Rematriation as ‘rural return’
Finally, in New England, Gillen et al.'s idea of rural return aligns with indigenous efforts to ‘rematriate’ the land and to re-establish a present-day version of precolonial ecology (Gray, 2022; Herrighty and Hill, 2024). In recent years, rematriation has taken shape in several land back efforts led by Indigenous groups, often materialized through governmental agreements, individual donations, or land trust transfers. These initiatives seek to reclaim kinship ties that are rooted in embodied and ancestral relationships with land, although often they must operate through the very bureaucratic and economic mechanisms originally responsible for dispossession.
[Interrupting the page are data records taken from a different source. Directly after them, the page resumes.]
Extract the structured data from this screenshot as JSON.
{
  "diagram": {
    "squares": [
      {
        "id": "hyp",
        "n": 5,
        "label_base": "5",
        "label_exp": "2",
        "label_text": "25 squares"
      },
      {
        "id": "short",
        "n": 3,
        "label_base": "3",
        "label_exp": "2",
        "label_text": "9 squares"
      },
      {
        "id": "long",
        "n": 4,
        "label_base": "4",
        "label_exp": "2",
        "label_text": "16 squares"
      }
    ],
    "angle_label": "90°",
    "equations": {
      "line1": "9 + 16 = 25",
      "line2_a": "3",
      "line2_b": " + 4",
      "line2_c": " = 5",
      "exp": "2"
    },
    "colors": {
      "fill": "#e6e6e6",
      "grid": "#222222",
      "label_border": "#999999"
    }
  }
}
The largest instance of rematriation in the region is the land restitution project at Monument Mountain in Stockbridge, Massachusetts. There, over 350 acres of formerly state-owned farm and timberland were returned to Mohican stewardship through state grant programs. Although the state bureaus justified the transfer in terms of climate action and sustainability (Bassman, 2023), the rematriation extends beyond this technical language. It seeks to establish a new approach to agroforestry and land stewardship grounded in indigenous practices (Barger et al., 2025) on a site of ancestral value to the group. This large project is part of a broader constellation of smaller rematriation practices which often occur for pragmatic, more so than ethical, reasons. With rising financial and environmental challenges in making New England land profitable, farmers increasingly consider donations to indigenous organizations to be the most feasible option.
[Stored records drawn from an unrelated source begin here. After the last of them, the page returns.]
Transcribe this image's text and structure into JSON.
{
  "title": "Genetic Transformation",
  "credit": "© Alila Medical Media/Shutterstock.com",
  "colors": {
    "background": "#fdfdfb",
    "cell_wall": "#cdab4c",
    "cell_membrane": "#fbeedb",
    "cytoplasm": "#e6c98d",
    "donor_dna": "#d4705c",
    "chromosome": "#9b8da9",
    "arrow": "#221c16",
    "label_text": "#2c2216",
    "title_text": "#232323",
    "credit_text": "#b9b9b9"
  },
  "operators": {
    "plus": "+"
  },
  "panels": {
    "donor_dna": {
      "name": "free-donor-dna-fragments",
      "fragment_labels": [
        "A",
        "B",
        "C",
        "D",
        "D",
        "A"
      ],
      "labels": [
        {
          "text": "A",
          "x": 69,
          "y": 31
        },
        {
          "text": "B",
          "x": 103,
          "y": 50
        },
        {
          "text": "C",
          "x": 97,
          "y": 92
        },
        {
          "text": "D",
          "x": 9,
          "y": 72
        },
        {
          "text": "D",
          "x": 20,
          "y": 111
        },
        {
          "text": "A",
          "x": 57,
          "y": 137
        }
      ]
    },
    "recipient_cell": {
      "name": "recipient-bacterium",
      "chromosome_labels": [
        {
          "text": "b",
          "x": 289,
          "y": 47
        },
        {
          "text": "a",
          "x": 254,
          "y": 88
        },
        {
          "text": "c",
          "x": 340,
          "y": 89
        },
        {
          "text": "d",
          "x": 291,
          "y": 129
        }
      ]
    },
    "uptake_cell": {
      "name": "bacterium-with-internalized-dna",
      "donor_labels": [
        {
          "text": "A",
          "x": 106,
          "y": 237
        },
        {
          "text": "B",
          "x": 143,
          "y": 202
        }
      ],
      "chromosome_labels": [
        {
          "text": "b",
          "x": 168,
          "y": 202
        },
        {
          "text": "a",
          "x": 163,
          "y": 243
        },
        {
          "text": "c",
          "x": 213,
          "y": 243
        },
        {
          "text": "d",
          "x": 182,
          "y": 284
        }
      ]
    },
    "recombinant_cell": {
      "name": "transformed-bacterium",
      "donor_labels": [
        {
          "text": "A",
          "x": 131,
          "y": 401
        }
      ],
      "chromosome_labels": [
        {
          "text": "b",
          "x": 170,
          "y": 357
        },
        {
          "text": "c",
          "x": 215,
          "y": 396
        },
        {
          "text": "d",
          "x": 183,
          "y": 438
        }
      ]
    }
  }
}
Toward rural political ecologies of possibilities
In a geography that is struggling to continue supporting extraction and accumulation, and where emergent practices work within, but erode, colonial systems, decolonizing ruralization is incrementally challenging the disembodied ecologies of a colonial landscape. With this argument, we are not suggesting that New England has embarked on a linear trajectory toward decolonization. Yet we emphasize the importance of recognizing emergent transgressions to the colonial norm, and to advance theoretical tools to interpret them. In a similar spirit to Gillen et al.'s notion of ruralization shedding light on forms of resistance, we bring ruralization North to foreground emerging, dispersed, at times imperfect practices that begin to challenge the capitalist colonization of rural North America. Together, these efforts reposition rural space as a ‘space of hope’ (Wang et al., 2025) and ruralization as ‘ecosystems of possibilities’ (Ortega, 2022), where practices of rural resistance are eroding the oppressive regimes that have historically transformed the region.
Footnotes
Acknowledgments
We would like to thank the graduate students attending year-long thesis research courses on rural Massachusetts at Northeastern University. The many conversations, critical reflections, and research outcomes have affected the way we think about ruralization in the United States, and greatly inspired this article.
Funding
The authors received no financial support for the research, authorship, and/or publication of this article.
Declaration of conflicting interests
The authors declared no potential conflicts of interest with respect to the research, authorship, and/or publication of this article.